Actually, a book introducing Xi Jinping’s economic thought has been published by the People’s Publishing House. According to Chinese government, the book will serve as a key textbook for students majoring in economics. Imagine.

SOAPBOX attended EU Trade Policy Day 2025 in Brussels on 20 November. The event opened with a reminder of the strategic importance of trade for the European economy: 30 million EU jobs depend on trade (see *), and 90% of the EU’s economic growth is linked to extra-EU markets

The Commission also announced the launch of the first EU–CPTPP Trade and Investment Dialogue, signalling a broadened engagement with Indo-Pacific partners.

As for the EU–MERCOSUR Agreement, its ratification continues to face delays.
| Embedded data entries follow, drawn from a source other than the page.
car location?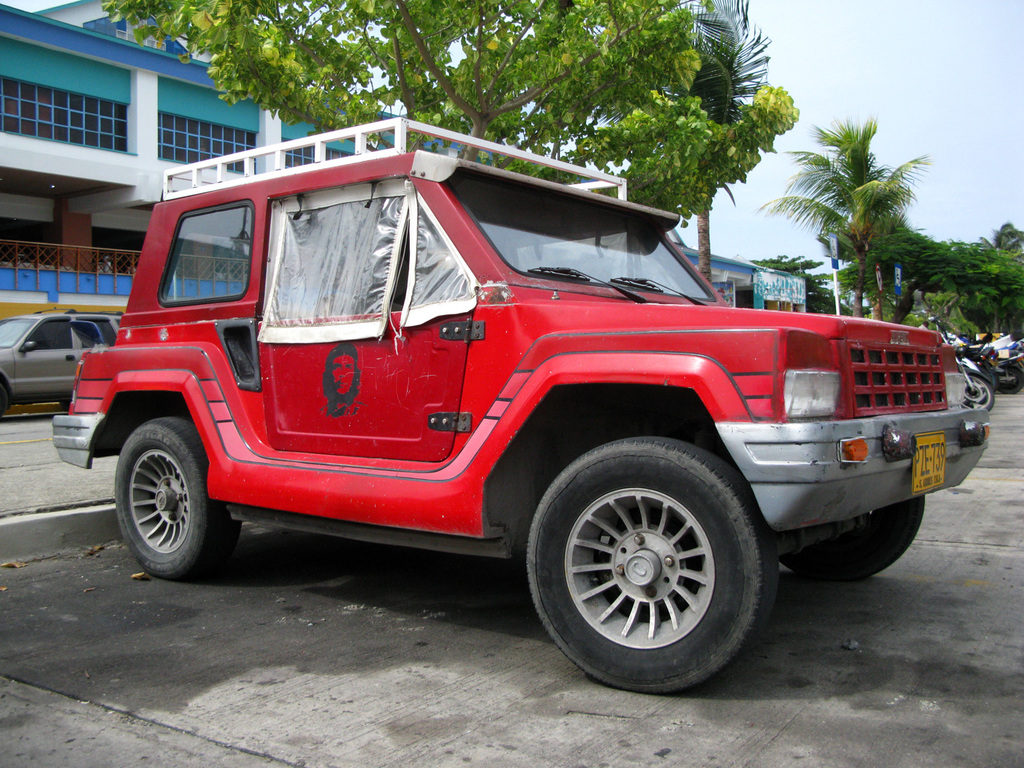
52, 121, 992, 691
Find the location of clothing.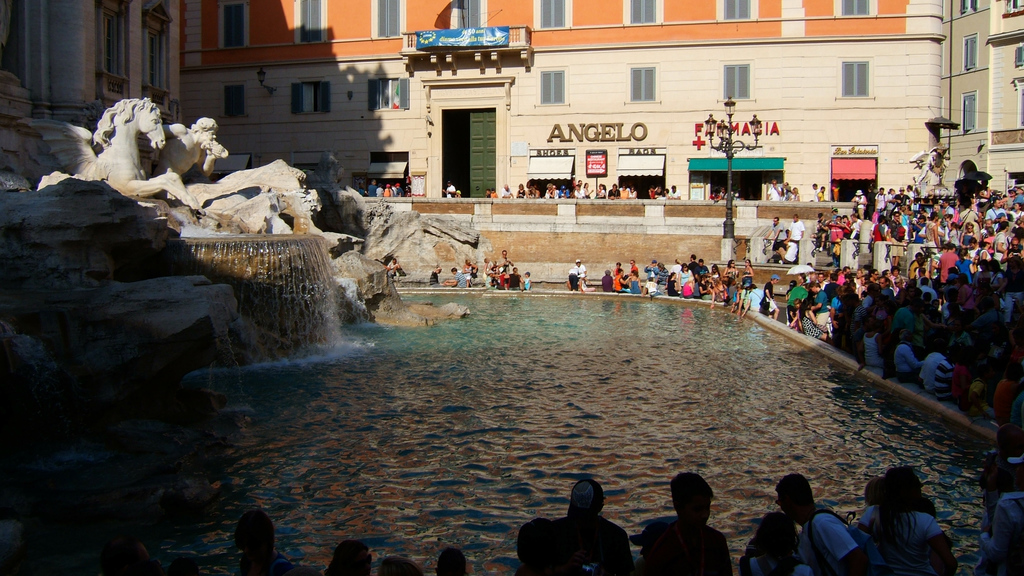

Our take is that these delays are linked to the fact that in 2024 the EU recorded a $50 billion trade deficit with MERCOSUR across 33 product categories. Of these, 16 categories fall under agrifood, amounting to $24 billion of the deficit, largely driven by imports of oilseeds, coffee, meat, fish and fruit. Coffee and oilseeds are structural long-term imports for Europe, while categories such as fruit, meat, fish and corn explain the domestic sensitivity in agricultural circles. At the same time, the EU maintains a $42 billion surplus across 64 product categories, bringing the overall net balance to an $8 billion deficit.

These figures provide a clearer baseline for understanding the dynamics of the negotiation: agriculture remains a relevant and sensitive component, but it is only one part of a broader, diversified trade relationship, with China’s role in the background.

China recorded a $36 billion trade deficit with the MERCOSUR bloc, but this can be misleading: the deficit is concentrated in one country alone: Brazil ($44 bn). With the rest of the bloc members, China enjoyed an $8 billion surplus.

(*) According to our estimates, the EU requires about 30 million jobs to generate €2.6 trillion in goods exports outside the EU. For China to reach the same export value, it needs just over 86 million jobs.